Estimate your Glucose Management Indicator (GMI) and approximate HbA1c from your CGM average. GMI is the modern way to express CGM data in HbA1c-equivalent terms — a single number you can compare against your last lab HbA1c. Enter your average sensor glucose and the calculator returns the GMI plus your time-in-range targets.
Time-in-Range & GMI Estimator
What GMI is — and isn’t
The Glucose Management Indicator (GMI) is a CGM-derived number that looks like HbA1c but is calculated entirely from sensor glucose data. The formula was published by Bergenstal et al. in 2018:
GMI (%) = 3.31 + 0.02392 × mean glucose (mg/dL)
It’s not the same as a laboratory HbA1c — the two can differ by up to 0.5%. The reasons include the contribution of pre-CGM-era data baked into HbA1c, individual variability in red-blood-cell turnover, and any condition that distorts HbA1c (anaemia, transfusion, haemoglobinopathies, kidney disease, pregnancy).
Use both. If they consistently disagree, your team will want to know why.
The TIR targets used here
Targets come from the 2019 international consensus on time-in-range (Battelino et al., Diabetes Care 2019) and are now incorporated into NICE, ADA, and EASD guidance.
| Population | TIR (3.9–10 mmol/L) | Below range (<3.9) | Severe low (<3.0) |
|---|---|---|---|
| Type 1 / Type 2 adults | > 70% | < 4% | < 1% |
| Older / high-risk | > 50% | < 1% | < 1% |
| Pregnancy with T1D | > 70% (target 3.5–7.8 mmol/L) | < 4% | < 1% |
Each 5% improvement in TIR is associated with a meaningful reduction in long-term complication risk in observational data — though the strongest evidence still comes from HbA1c-based trials.
FAQ
Why does my GMI differ from my last HbA1c?
Several reasons: HbA1c reflects 8–12 weeks while GMI usually reflects the last 14 days; HbA1c is influenced by red-cell lifespan, anaemia, kidney disease, pregnancy, and some haemoglobin variants; and CGMs themselves have a small bias (typically ±5%) compared with venous plasma glucose. A persistent gap of more than 0.5% is worth discussing with your team.
How long should my CGM data be averaged over?
The international consensus recommends 14 days of data with at least 70% sensor wear time. Most pump and CGM apps show this directly in the AGP (Ambulatory Glucose Profile) report.
Is high TIR more important than low HbA1c?
They tell complementary stories. HbA1c is a single number tied to long-term complication trials. TIR shows where in the day glucose is escaping target — useful for treatment adjustment. Most clinicians now use both together.
Related
References: Bergenstal RM et al. Glucose Management Indicator. Diabetes Care 2018;41:2275-2280. Battelino T et al. Clinical targets for continuous glucose monitoring data interpretation: recommendations from the international consensus on time in range. Diabetes Care 2019;42:1593-1603. ADA Standards of Care 2026. Reviewed: May 2026.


__Exercise description__
Your answer should be every line of the records that contains the word "area", copied as it stands.

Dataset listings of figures
>>>>

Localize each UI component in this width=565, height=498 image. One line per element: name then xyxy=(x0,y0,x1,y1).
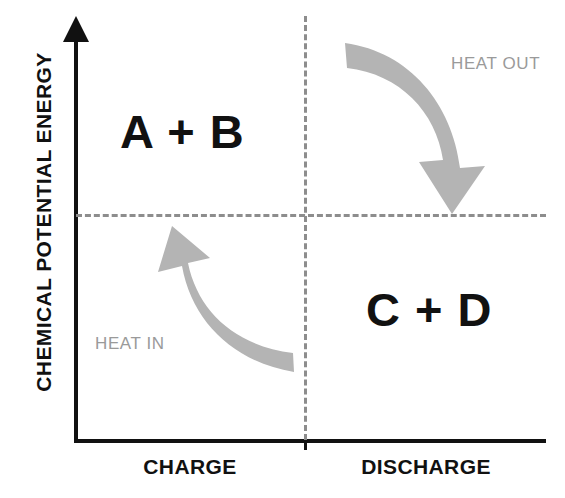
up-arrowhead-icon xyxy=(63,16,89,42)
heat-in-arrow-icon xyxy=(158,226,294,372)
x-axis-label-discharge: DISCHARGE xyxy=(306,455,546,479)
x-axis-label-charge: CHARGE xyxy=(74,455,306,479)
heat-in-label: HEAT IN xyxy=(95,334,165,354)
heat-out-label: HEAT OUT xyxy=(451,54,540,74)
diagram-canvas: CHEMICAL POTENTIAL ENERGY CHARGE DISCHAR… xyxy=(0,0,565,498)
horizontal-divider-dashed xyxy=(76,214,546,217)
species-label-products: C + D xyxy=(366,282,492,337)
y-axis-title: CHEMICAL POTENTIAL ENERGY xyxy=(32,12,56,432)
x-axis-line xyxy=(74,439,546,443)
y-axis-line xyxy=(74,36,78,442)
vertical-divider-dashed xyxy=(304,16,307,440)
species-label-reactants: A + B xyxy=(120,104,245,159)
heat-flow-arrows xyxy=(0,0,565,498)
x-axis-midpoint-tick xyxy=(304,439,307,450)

<<<<
>>>>

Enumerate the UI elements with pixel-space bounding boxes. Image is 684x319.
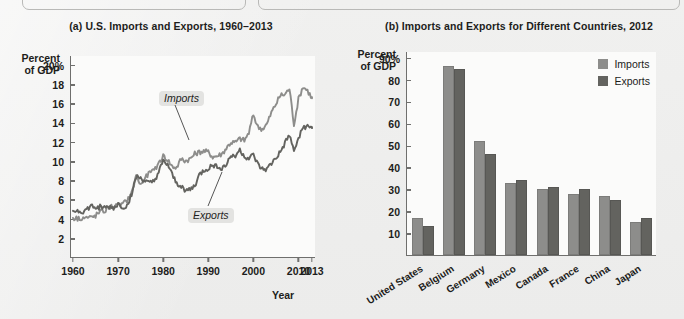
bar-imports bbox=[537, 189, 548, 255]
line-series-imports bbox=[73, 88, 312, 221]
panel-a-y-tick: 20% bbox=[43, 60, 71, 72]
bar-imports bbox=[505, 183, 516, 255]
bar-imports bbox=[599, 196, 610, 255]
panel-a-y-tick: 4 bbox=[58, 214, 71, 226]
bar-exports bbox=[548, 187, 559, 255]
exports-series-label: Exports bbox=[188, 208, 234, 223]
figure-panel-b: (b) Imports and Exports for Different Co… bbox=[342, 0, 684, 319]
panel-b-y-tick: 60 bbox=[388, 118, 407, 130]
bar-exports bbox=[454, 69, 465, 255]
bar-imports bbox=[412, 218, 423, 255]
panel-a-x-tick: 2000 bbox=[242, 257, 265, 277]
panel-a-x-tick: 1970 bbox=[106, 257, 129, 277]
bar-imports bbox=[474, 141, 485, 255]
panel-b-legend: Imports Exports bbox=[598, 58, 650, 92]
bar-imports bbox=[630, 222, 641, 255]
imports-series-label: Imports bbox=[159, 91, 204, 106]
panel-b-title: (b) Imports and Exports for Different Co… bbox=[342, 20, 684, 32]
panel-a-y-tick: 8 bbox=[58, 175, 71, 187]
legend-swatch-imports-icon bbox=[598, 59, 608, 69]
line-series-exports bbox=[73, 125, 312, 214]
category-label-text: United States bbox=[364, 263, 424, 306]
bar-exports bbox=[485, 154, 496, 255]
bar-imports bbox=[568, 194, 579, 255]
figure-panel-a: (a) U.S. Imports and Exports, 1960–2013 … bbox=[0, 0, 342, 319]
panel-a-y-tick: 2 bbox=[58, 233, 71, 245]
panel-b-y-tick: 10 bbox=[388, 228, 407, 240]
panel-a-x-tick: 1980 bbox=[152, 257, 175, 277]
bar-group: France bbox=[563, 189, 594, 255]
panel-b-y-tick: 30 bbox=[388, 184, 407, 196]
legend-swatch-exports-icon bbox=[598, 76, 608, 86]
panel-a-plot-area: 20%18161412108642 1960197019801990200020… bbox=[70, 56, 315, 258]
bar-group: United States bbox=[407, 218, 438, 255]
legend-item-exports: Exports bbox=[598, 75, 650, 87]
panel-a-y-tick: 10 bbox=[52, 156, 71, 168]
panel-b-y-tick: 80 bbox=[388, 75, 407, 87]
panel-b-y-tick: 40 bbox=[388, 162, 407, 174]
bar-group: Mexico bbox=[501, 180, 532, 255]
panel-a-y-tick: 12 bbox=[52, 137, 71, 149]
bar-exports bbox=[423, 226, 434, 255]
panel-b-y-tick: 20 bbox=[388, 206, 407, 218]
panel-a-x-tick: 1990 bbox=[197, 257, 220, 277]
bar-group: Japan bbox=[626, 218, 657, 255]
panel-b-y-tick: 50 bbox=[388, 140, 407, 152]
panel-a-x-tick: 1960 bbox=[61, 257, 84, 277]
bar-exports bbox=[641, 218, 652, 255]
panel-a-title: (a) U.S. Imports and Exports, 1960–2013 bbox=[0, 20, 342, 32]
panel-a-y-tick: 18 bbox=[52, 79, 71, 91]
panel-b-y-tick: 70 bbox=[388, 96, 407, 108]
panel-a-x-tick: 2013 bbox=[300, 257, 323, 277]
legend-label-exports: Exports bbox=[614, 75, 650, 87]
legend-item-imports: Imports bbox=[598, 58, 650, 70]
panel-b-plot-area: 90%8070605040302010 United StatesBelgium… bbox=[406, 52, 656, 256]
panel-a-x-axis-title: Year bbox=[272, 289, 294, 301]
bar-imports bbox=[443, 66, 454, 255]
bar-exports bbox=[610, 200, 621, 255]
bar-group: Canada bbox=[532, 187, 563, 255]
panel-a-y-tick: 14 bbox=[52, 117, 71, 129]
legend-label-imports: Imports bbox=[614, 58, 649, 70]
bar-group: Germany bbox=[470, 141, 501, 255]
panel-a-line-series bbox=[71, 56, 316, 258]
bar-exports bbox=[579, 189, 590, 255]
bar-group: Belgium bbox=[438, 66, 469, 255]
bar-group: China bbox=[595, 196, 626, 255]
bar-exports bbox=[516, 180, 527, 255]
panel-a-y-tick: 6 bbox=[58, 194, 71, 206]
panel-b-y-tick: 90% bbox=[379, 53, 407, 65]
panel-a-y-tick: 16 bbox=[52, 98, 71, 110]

<<<<
>>>>

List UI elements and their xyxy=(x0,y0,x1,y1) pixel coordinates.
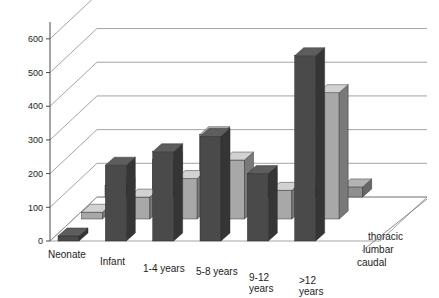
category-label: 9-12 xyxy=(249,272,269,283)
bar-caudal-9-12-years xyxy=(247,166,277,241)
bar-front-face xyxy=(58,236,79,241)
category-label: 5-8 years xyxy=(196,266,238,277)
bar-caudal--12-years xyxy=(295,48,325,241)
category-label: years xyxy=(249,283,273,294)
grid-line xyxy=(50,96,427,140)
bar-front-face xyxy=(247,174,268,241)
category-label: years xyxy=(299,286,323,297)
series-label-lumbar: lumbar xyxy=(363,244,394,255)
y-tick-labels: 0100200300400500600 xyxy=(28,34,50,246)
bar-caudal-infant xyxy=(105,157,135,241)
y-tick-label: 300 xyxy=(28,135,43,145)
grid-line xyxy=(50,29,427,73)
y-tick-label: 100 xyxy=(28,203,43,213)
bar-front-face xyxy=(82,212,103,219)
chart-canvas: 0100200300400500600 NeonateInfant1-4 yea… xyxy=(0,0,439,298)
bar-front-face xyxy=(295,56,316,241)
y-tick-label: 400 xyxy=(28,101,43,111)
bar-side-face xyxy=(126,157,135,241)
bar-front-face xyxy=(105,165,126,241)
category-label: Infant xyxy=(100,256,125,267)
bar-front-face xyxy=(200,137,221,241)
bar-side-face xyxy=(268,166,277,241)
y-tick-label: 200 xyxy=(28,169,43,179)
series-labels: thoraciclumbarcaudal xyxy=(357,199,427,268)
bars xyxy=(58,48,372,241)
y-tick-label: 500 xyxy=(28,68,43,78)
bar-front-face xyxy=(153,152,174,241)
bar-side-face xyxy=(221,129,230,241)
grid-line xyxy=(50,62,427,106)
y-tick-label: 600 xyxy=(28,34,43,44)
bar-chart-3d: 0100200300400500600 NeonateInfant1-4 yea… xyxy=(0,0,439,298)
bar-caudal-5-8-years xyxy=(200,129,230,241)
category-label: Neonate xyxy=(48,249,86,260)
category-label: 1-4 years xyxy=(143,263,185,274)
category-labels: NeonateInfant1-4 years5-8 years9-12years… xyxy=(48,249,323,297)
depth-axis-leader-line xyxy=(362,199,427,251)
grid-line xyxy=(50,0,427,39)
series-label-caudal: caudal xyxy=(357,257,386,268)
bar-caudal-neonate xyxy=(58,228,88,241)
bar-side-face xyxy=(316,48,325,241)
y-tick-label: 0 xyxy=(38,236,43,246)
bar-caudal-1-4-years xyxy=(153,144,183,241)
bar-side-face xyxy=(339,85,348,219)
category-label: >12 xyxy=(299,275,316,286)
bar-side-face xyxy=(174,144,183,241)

<<<<

__Problem solution__
panel-a-plot-area: 20%18161412108642 1960197019801990200020… bbox=[70, 56, 315, 258]
panel-b-plot-area: 90%8070605040302010 United StatesBelgium… bbox=[406, 52, 656, 256]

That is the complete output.